== Segment start ==
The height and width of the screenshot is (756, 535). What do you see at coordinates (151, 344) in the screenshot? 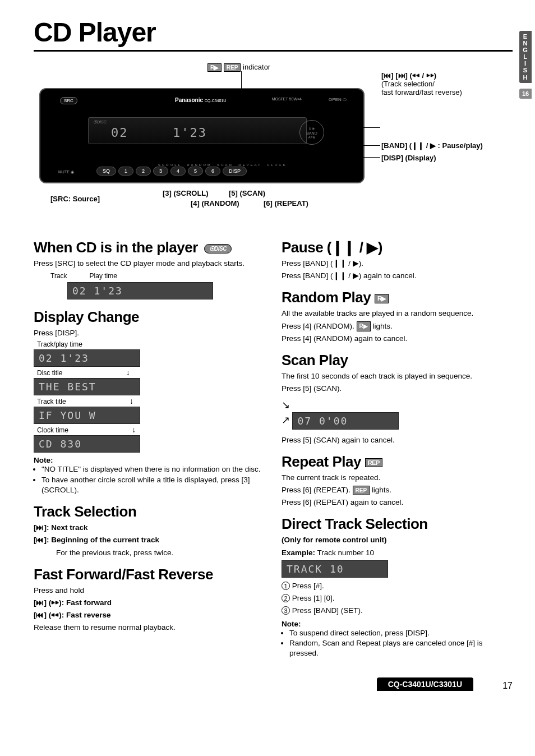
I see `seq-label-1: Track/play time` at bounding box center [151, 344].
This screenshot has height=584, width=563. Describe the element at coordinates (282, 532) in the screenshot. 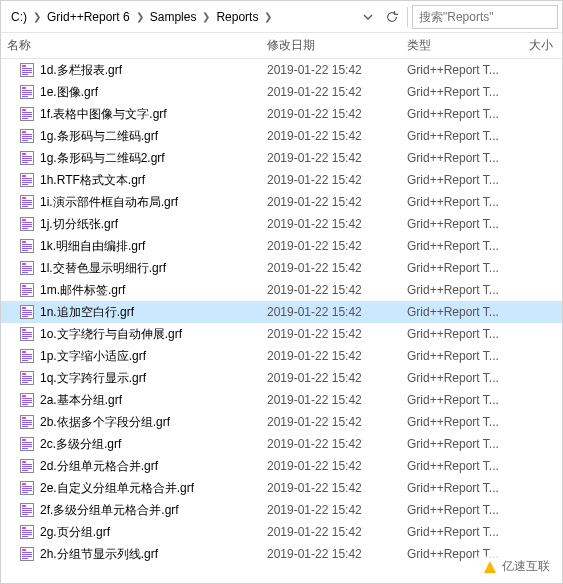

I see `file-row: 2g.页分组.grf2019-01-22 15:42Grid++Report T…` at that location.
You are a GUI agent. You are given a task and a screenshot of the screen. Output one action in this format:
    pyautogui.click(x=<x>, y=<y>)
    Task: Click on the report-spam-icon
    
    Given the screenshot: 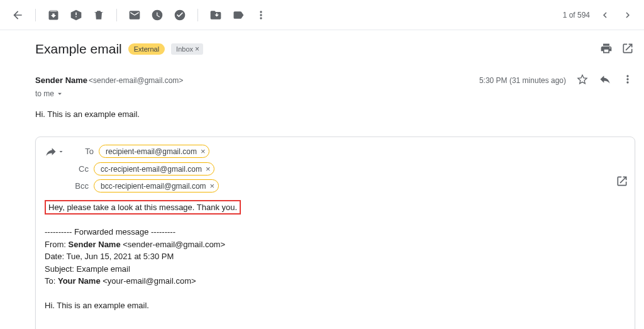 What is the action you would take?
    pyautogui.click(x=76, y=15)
== Segment end ==
== Segment start ==
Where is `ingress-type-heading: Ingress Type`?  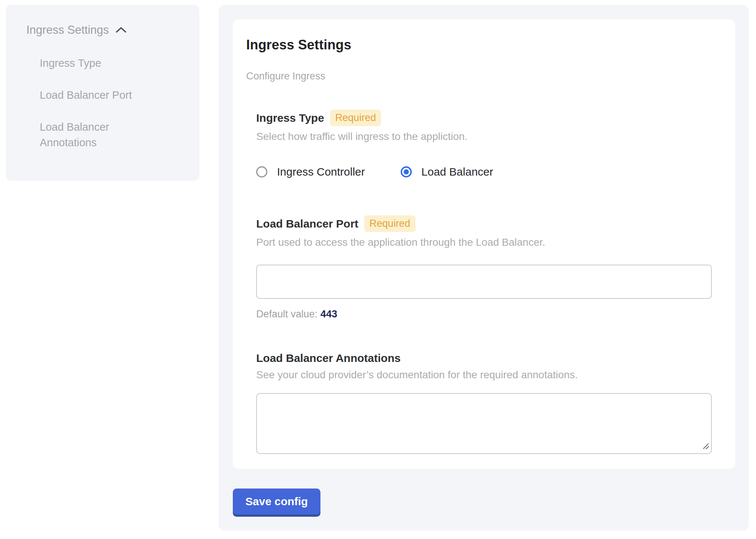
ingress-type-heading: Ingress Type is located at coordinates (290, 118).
== Segment end ==
== Segment start ==
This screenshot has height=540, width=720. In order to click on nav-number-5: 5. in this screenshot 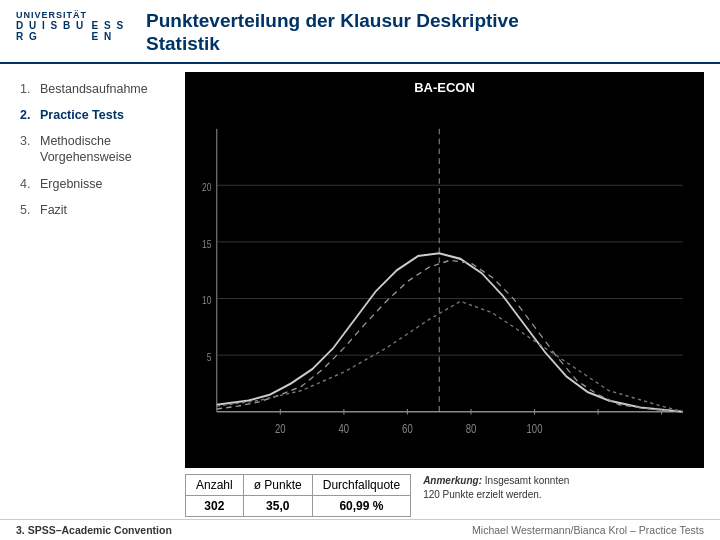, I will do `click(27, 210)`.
== Segment end ==
(INSTRUCTIONS TO FOLLOW): What is needed is an exact copy of the lines above from the one with "The height and" to the one with "You are a GUI", both ends kept, and nothing more; please leave the pictures out.

(ANSWER BOX):
The height and width of the screenshot is (756, 535). What do you see at coordinates (151, 344) in the screenshot? 
I see `seq-label-1: Track/play time` at bounding box center [151, 344].
This screenshot has height=584, width=563. Describe the element at coordinates (282, 532) in the screenshot. 

I see `file-row: 2g.页分组.grf2019-01-22 15:42Grid++Report T…` at that location.
You are a GUI agent. You are given a task and a screenshot of the screen. Output one action in this format:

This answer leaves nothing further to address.